The supplied image from Feagai hasn’t been forwarded by an aggrieved footballer looking for blame or seeking sympathy.
It was also provided by Feagai on the premise that we make it clear that neither he or the Dragons have any personal issue or angst towards Sipley or Manly.
The entire game knows that coaches don’t coach hip drop tackles.
Rather, the image was sent upon this columnist’s request to help the entire game take a graphic look at the lifelong damage of hip drop tackles and to decide whether it’s doing enough to eliminate the dangerous tackle that in addition to Feagai, has also in the last week, rendered Roosters forward Nat Butcher to the sidelines with a serious knee injury for the next six weeks.
There are increasing layers of issues surrounding the hip drop tackle of which the game is being confronted, most notably it’s spawning as a result of the game being played at breakneck speed.
According to the NRL’s own rules, a hip drop tackle is where a defending player in joining or committing a tackle, drops or uses their own body weight to apply pressure to an opponent’s legs in such a way as to constitute an unacceptable risk of injury to the tackled player.
The NRL rightfully point out that they have spent at least the past five-years trying to educate all and sundry what a hip drop tackle is by the way of edicts, educational videos and weekly explainers via NRL head of football Graham Annesley.
So much so, the NFL have even used the NRL to mentor them on how they too, rid American football of the tackle.

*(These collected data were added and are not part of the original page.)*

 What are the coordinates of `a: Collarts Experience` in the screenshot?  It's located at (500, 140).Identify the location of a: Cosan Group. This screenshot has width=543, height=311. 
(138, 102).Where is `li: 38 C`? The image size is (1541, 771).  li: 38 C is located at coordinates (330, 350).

Yet here we are, never more confused and seemingly unwilling to get tough on the tackle that snaps players legs and sidelines them for months on end.
The game is at a point of uncertainty around hip drop tackles, which was evident on Easter Monday where Wests Tigers forward Samuela Fainu was penalised and placed on report by the referee and bunker for an alleged hip drop on Eels forward Kelma Tuilagi – of whom scored a try in the next set of play – only for the NRL match review committee to later clear Fainu of any foul play.

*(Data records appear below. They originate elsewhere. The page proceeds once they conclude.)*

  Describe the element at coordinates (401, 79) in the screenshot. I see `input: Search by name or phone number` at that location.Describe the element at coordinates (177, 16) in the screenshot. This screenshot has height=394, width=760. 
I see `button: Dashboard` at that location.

The match officials and bunker aren’t the only ones confused.
Over the past fortnight, some of the game’s greatest coaches have declared they have no idea what a hip drop tackle is, including Ivan Cleary and Wayne Bennett.

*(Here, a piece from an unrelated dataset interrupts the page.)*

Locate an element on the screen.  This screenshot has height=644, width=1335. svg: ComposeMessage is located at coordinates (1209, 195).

The NRL will argue this is just “coach speak” and tactical deflection due to their player being penalised or suspended for committing a hip drop tackle.
However, long-serving Storm GM of football Frank Ponissi also commented last week, “it needs to be re-clarified (because) at the moment there is confusion.”
In addition, this column has learned that at the point at which Penrith’s Mitch Kenny landed with his weight on Butcher’s leg last weekend, the entire Roosters coaches box screamed “hip drop, hip drop”, only for play to continue without any repercussions.
Cleary has lost his influential hooker Kenny for the next three weeks to suspension for his role in putting Butcher on the sidelines for the next six weeks.
Once again, it’s another case of the injured spending longer on the sidelines than the perpetrator.
“I feel like the hip drop isn’t a hip drop anymore because the wording has changed so it can be any part of your body,” Cleary said, arguing the game is played at breakneck speed and that players don’t deliberately go out to injure opponents.
“I feel like it’s an eye for an eye so if someone gets injured, someone has got to be at fault.”
However, then you’ve got Roosters coach Trent Robinson who says he’s in no doubt as to what a hip drop tackle is.
“The hip drop is really simple,” Robinson said on Thursday.
“People are going in with their right shoulder to make a tackle and they swing onto their left hip and drop their weight onto the leg of an opponent, it’s not that difficult to see.”
Respected NRL judiciary chairman Geoff Bellew SC warned last Tuesday that Sipley’s four-week ban should be viewed as a clear indication “to all players that dangerous contact of (such) kind will be met with significant penalties.”
If four weeks out of the game is viewed as “significant”, how does the game explain Feagai having seven screws drilled into his leg and not being able to play again for at least three months?